More on the American Library Association’s findings on the books challenged throughout America may be learned by checking the Banned Books Week website.
References
Ó Drisceoil, Dónal. ‘The Best Banned in the Land: Censorship and Irish Writing since 1950’, in The Yearbook of English Studies 35 (2005), pp. 146-160. https://www.jstor.org/stable/3509330
The spring exhibit, Paws, Hooves, Fins & Feathers: Animals in Print, 1500-1800, is now open and will run through the summer. This is an exhibit of rare zoological books featuring early printed images of animals.

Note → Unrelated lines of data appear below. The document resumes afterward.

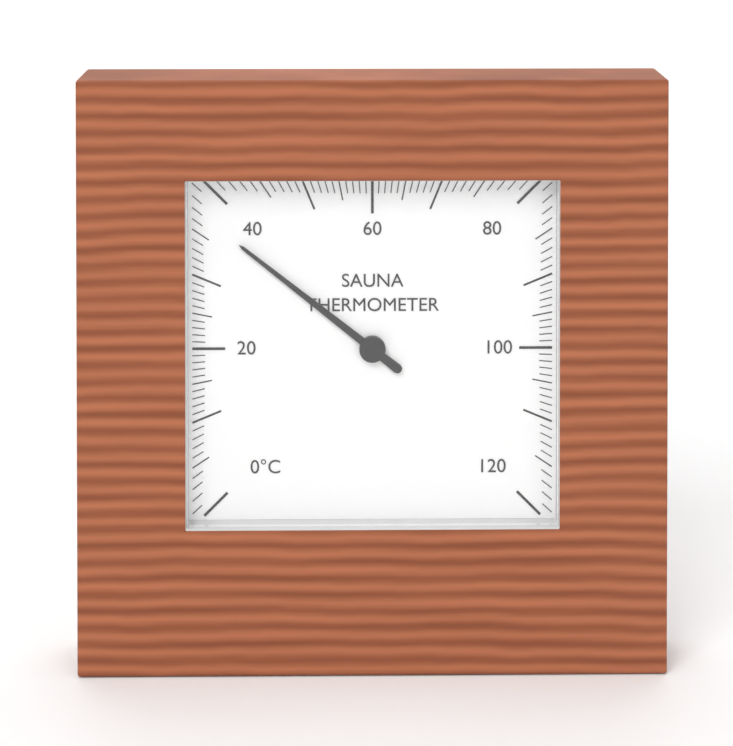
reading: 37 °C
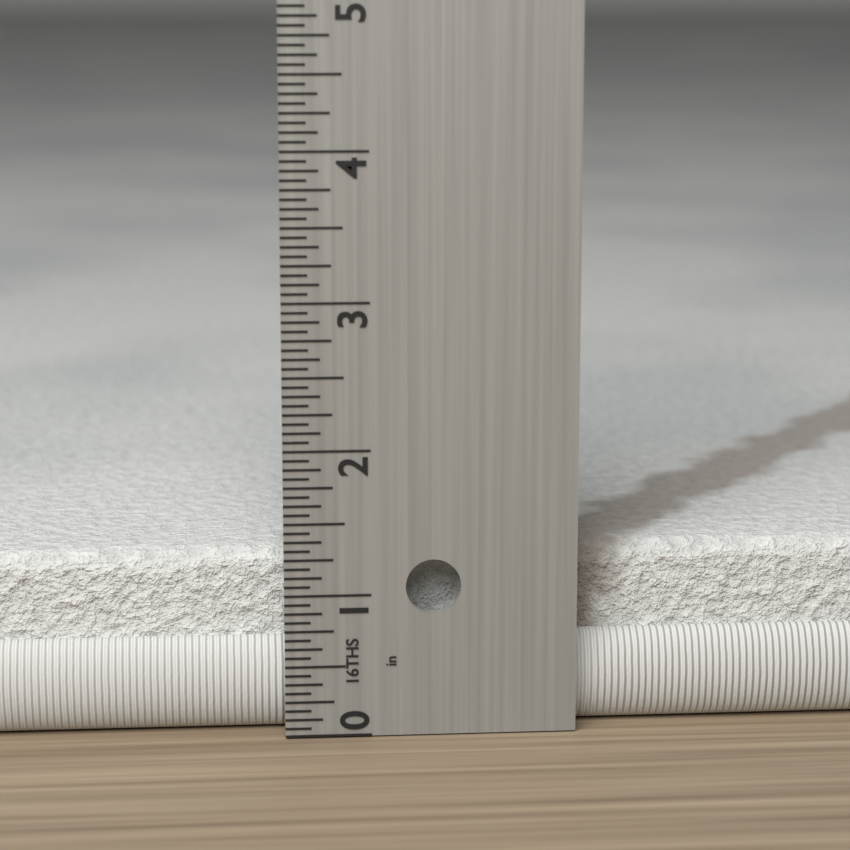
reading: 1.2500 in
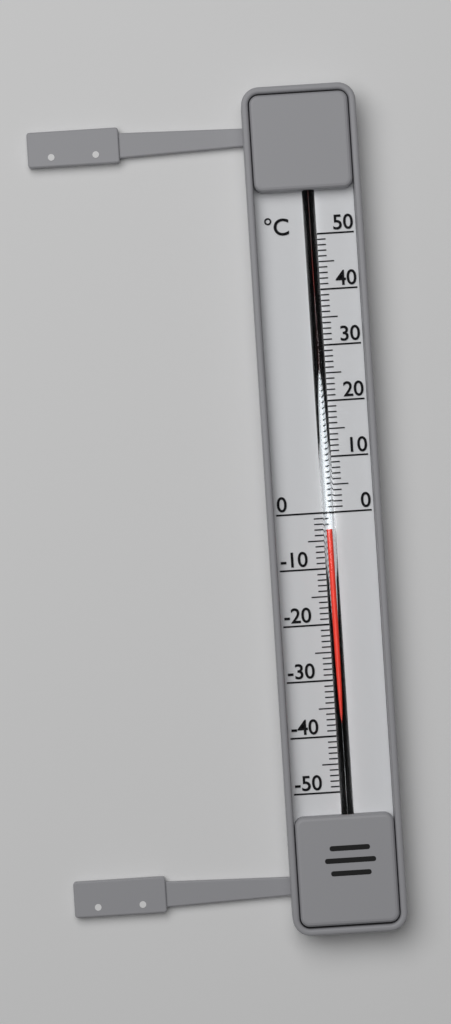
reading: -3 °C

We welcome classes and other groups of any age and would love to tailor a tour for your students and your curriculum — and if you can’t come to campus, the curators can bring the exhibit to you. Watch for forthcoming announcements of additional related events!

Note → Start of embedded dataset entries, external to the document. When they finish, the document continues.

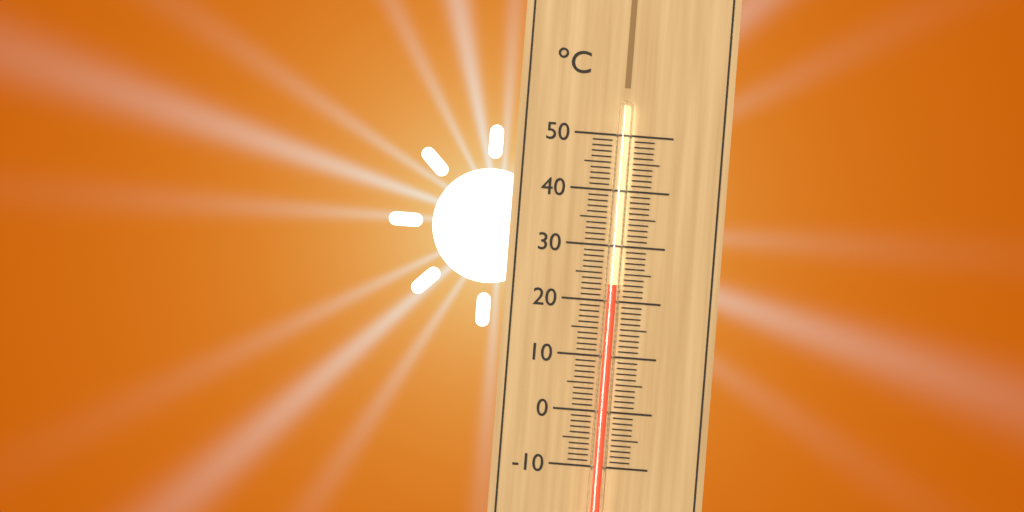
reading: 23 °C
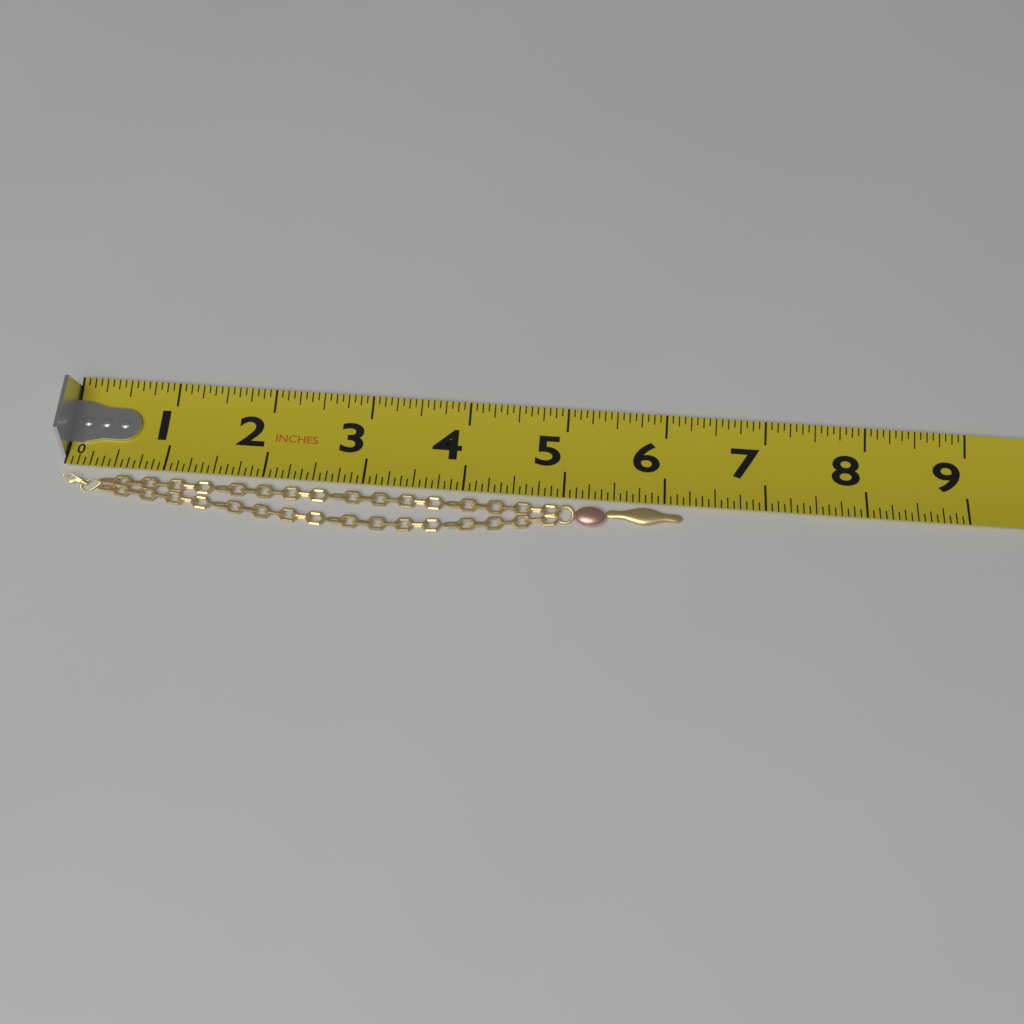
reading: 6.1875 in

For more information about the exhibit or to set up a visit, contact curators Julie Tanaka and Erika Hosselkus.
This Thanksgiving we’re highlighting a book of poetry and prose that is part of a group of avant-garde American literary works called the Small Press/Mimeograph Revolution, 1940-1970s collection. Millbrook Thanksgiving, by poet and writer Walter Schneider (1934-2015), is a panegyric to the psychedelic-fueled community Timothy Leary created in upstate Millbrook, New York from 1963 to 1967. A psychologist interested in the effects of synthetic drugs on human consciousness, Leary settled in Millbrook after being fired from Harvard University for using the substances he was studying (LSD was legal in the US at that time). In the wake of local police harassment that led to Leary’s repeated arrests for minor drug infractions, he moved to California where he crossed paths with Schneider, a PhD student at Berkeley.

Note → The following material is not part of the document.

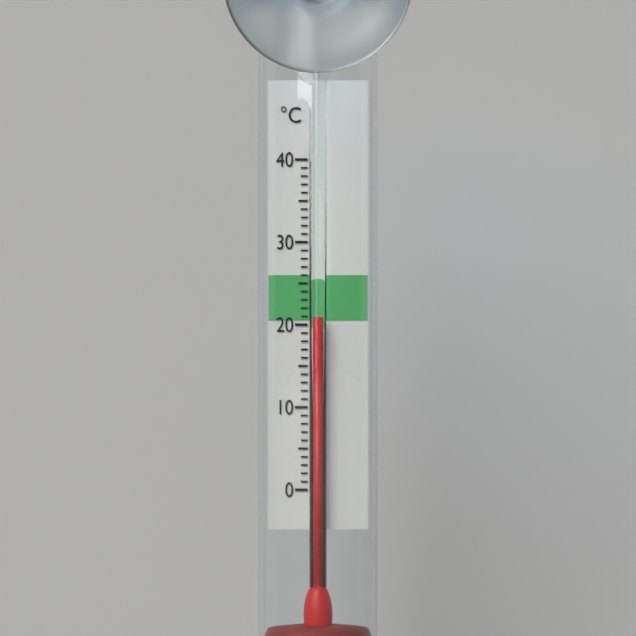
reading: 21 °C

Schneider’s spirited defense of Leary’s counter culturalism places the book’s content in the cultural vanguard of 1971. But so does the book’s production. Printed as a small run of just 3,000 copies, its design—from the soft cover, typography, and heavy paper, to its eclectic illustrations—signals the book’s origins outside of mainstream American publishing. Mad River Press, the small California-based operation that produced Millbrook Thanksgiving, specialized in experimental poetry and creations like Schneider’s. The press released very small runs of poetry chapbooks, which were short (40 pages or less), inexpensively constructed, soft-cover booklets. Some were published anonymously and with no identifying publication information, indicating that publisher and author rejected the authority of copyright law.
Mad River Press and its authors also placed important visual pieces in their publications. Millbrook Thanksgiving used the first photograph in Robert Frank’s The Americans (published 1958), an extended photo essay that captured Americans in real life. Beat writer Jack Kerouac, who introduced the 1959 edition, noted that “he [Frank] sucked a sad poem right out of America onto film.” His book of photographs remains an important visual text of post-war America. In a chapbook of poetry by Fred Glazer also published in 1971, Mad River Press included an image by the African American painter Louis Delsarte.
The library’s Small Press/Mimeograph Revolution, 1940-1970s collection holds more than 350 items. Some, like Millbrook Thanksgiving, were produced by small, experimental presses, while others were created by individuals or small collectives using relatively inexpensive copying technologies like the Ditto machine (remember the smell of those purple ink pages?) or the mimeograph. The collection is searchable in the library’s catalog.
RBSC will be closed during Notre Dame’s Thanksgiving Break (November 22-25, 2018). We wish you and yours a Happy Thanksgiving!